Tuesday, May 29, 2012

William Lloyd Garrison

Great Lives Observed: William Lloyd Garrison 
edited by George M. Fredrickson

(born Dec. 10/12, 1805, Newburyport, Mass., U.S.died May 24, 1879, New York, N.Y.)
U.S. journalist and abolitionist. He was editor of the National Philanthropist (Boston) newspaper in 1828 and the Journal of the Times (Bennington, Vt.) in 182829, both dedicated to moral reform. In 1829 he and Benjamin Lundy edited the Genius of Universal Emancipation. In 1831 he founded The Liberator, which became the most radical of the antislavery journals. In 1833 he helped found the American Anti-Slavery Society. In 1837 he renounced church and state and embraced the doctrines of Christian perfectionism, which combined abolition, women's rights, and nonresistance with the biblical injunction to come out from a corrupt society by refusing to obey its laws and support its institutions.

 His radical blend of pacifism and anarchism precipitated a crisis in the Anti-Slavery Society, a majority of whose members chose to secede when he and his followers voted a series of resolutions admitting women (1840). In the two decades between the schism of 1840 and the American Civil War, Garrison's influence waned as his radicalism increased. Through The Liberator he denounced the Compromise of 1850, the Kansas-Nebraska Act, and the Dred Scott decision and hailed John Brown's raid. During the Civil War he forswore pacifism to support Pres. Abraham Lincoln and welcomed the Emancipation Proclamation. In 1865 he retired but continued to press for women's suffrage, temperance, and free trade.

Includes one essay by Howard Zinn.

Saturday, May 26, 2012

The Underground Railroad

The Underground Railroad: First-Person Narratives of Escapes to Freedom in the North
edited by Charles L. Blockson

Numerous books have been written about the Underground Railroad. That secret avenue to freedom was taken by an increasingly large number of daring runaways from the beginning of the nineteenth century through the frenzied rush in the decades between the Fugitive Slave Act and the outbreak of the Civil War. Rarely, though, has the story been told from the viewpoint of the central characters, the fugitive slaves. Why did they risk death for freedom, and how did they make their way out of bondage? The answers are indispensable to an understanding of the real Underground.

 In the pages of this book the reader will meet and come to know the major personalities in this dramatic and too-little known chapter in American history. Harriet Tubman as the Moses of her people struggles steadfastly to achieve her heaven-directed goals. Frederick Douglass escapes from slavery in Maryland to become the most eloquent spokesman for freedom in print and on platform here and abroad. Sojourner Truth, near penniless, still manages to get the funds to continue her unremitting rescue work. Thomas Garrett, a white Delaware Quaker, refuses to budge an inch from his abolition principles while living and working in a slave state.... William and Ellen Craft, a married couple, escape slavery by traveling openly through the public highways of the antebellum South in that most convincing of disguises--master and slave. The wealthy and well-born Charlotte Forten is here, recording riots in Boston, along with that most piteous and desperate black mother, Margaret Garner, ready to sacrifice her child rather than see her returned to slavery.

Wednesday, May 16, 2012

From Midnight to Dawn

From Midnight to Dawn: The Last Tracks of the Underground Railroad
by Jacqueline L. Tobin

From Midnight to Dawn presents compelling portraits of the men and women who established the Underground Railroad and traveled it to find new lives in Canada. Evoking the turmoil and controversies of the time, Tobin illuminates the historic events that forever connected American and Canadian history by giving us the true stories behind well-known figures such as Harriet Tubman and John Brown. She also profiles lesser-known but equally heroic figures such as Mary Ann Shadd, who became the first black female newspaper editor in North America, and Osborne Perry Anderson, the only black survivor of the fighting at Harpers Ferry. An extraordinary examination of a part of American history, From Midnight to Dawn will captivate readers with its tales of hope, courage, and a people’s determination to live equally under the law.

Tuesday, May 8, 2012

Passages to Freedom

Passages to Freedom: The Underground Railroad in History and Memory
edited by David W. Blight

Few American stories have such staying power as the tales of courageous slaves escaping from bondage through a rudimentary network of hiding places and way stations. These stories of enormous risk, of black leadership and white cooperation, of many thousands of journeys to freedom, have become a part of American historical consciousness. How much of the great story of the Underground Railroad is real, how much is legend and mythology, and how much is verifiable? Passages to Freedom is the single-best illustrated treatment of slavery, abolitionism, and emancipation, and seeks to answer these very questions. Artfully displaying illustrations and artifacts together with essays by leading American historians, the book explores the wealth of lore about the Underground Railroad that grew in the national culture after emancipation. Both the text and images examine why these stories endure—and need to endure—in our American culture.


### Work instruction
Write the data out again so that it matches word for word.

== Records supplied ==

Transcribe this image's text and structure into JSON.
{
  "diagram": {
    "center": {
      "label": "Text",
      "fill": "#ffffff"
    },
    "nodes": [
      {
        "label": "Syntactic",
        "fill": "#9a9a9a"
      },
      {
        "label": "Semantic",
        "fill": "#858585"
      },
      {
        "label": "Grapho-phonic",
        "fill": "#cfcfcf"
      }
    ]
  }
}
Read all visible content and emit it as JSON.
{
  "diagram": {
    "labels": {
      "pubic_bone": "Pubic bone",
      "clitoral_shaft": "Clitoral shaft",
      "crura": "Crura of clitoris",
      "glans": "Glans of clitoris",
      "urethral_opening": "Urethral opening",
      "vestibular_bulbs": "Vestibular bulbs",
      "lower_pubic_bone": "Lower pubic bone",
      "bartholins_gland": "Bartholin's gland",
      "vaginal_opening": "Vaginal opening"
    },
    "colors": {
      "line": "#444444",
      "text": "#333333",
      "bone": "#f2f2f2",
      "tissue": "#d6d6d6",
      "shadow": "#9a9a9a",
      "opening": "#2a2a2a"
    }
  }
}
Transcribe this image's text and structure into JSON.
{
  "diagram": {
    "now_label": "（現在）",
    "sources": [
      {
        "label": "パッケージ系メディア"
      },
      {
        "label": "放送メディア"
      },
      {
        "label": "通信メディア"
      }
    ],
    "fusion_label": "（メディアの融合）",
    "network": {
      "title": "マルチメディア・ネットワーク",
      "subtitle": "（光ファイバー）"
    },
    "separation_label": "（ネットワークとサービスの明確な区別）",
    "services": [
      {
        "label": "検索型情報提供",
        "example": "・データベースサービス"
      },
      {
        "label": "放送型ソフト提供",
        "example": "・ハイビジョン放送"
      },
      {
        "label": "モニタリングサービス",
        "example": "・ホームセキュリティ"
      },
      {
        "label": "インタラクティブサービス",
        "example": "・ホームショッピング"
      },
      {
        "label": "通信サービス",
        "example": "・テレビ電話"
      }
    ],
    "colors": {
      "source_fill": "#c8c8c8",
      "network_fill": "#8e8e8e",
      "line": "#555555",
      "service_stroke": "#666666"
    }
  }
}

===

### Reply to the exercise
Transcribe this image's text and structure into JSON.
{
  "diagram": {
    "center": {
      "label": "Text",
      "fill": "#ffffff"
    },
    "nodes": [
      {
        "label": "Syntactic",
        "fill": "#9a9a9a"
      },
      {
        "label": "Semantic",
        "fill": "#858585"
      },
      {
        "label": "Grapho-phonic",
        "fill": "#cfcfcf"
      }
    ]
  }
}
Read all visible content and emit it as JSON.
{
  "diagram": {
    "labels": {
      "pubic_bone": "Pubic bone",
      "clitoral_shaft": "Clitoral shaft",
      "crura": "Crura of clitoris",
      "glans": "Glans of clitoris",
      "urethral_opening": "Urethral opening",
      "vestibular_bulbs": "Vestibular bulbs",
      "lower_pubic_bone": "Lower pubic bone",
      "bartholins_gland": "Bartholin's gland",
      "vaginal_opening": "Vaginal opening"
    },
    "colors": {
      "line": "#444444",
      "text": "#333333",
      "bone": "#f2f2f2",
      "tissue": "#d6d6d6",
      "shadow": "#9a9a9a",
      "opening": "#2a2a2a"
    }
  }
}
Transcribe this image's text and structure into JSON.
{
  "diagram": {
    "now_label": "（現在）",
    "sources": [
      {
        "label": "パッケージ系メディア"
      },
      {
        "label": "放送メディア"
      },
      {
        "label": "通信メディア"
      }
    ],
    "fusion_label": "（メディアの融合）",
    "network": {
      "title": "マルチメディア・ネットワーク",
      "subtitle": "（光ファイバー）"
    },
    "separation_label": "（ネットワークとサービスの明確な区別）",
    "services": [
      {
        "label": "検索型情報提供",
        "example": "・データベースサービス"
      },
      {
        "label": "放送型ソフト提供",
        "example": "・ハイビジョン放送"
      },
      {
        "label": "モニタリングサービス",
        "example": "・ホームセキュリティ"
      },
      {
        "label": "インタラクティブサービス",
        "example": "・ホームショッピング"
      },
      {
        "label": "通信サービス",
        "example": "・テレビ電話"
      }
    ],
    "colors": {
      "source_fill": "#c8c8c8",
      "network_fill": "#8e8e8e",
      "line": "#555555",
      "service_stroke": "#666666"
    }
  }
}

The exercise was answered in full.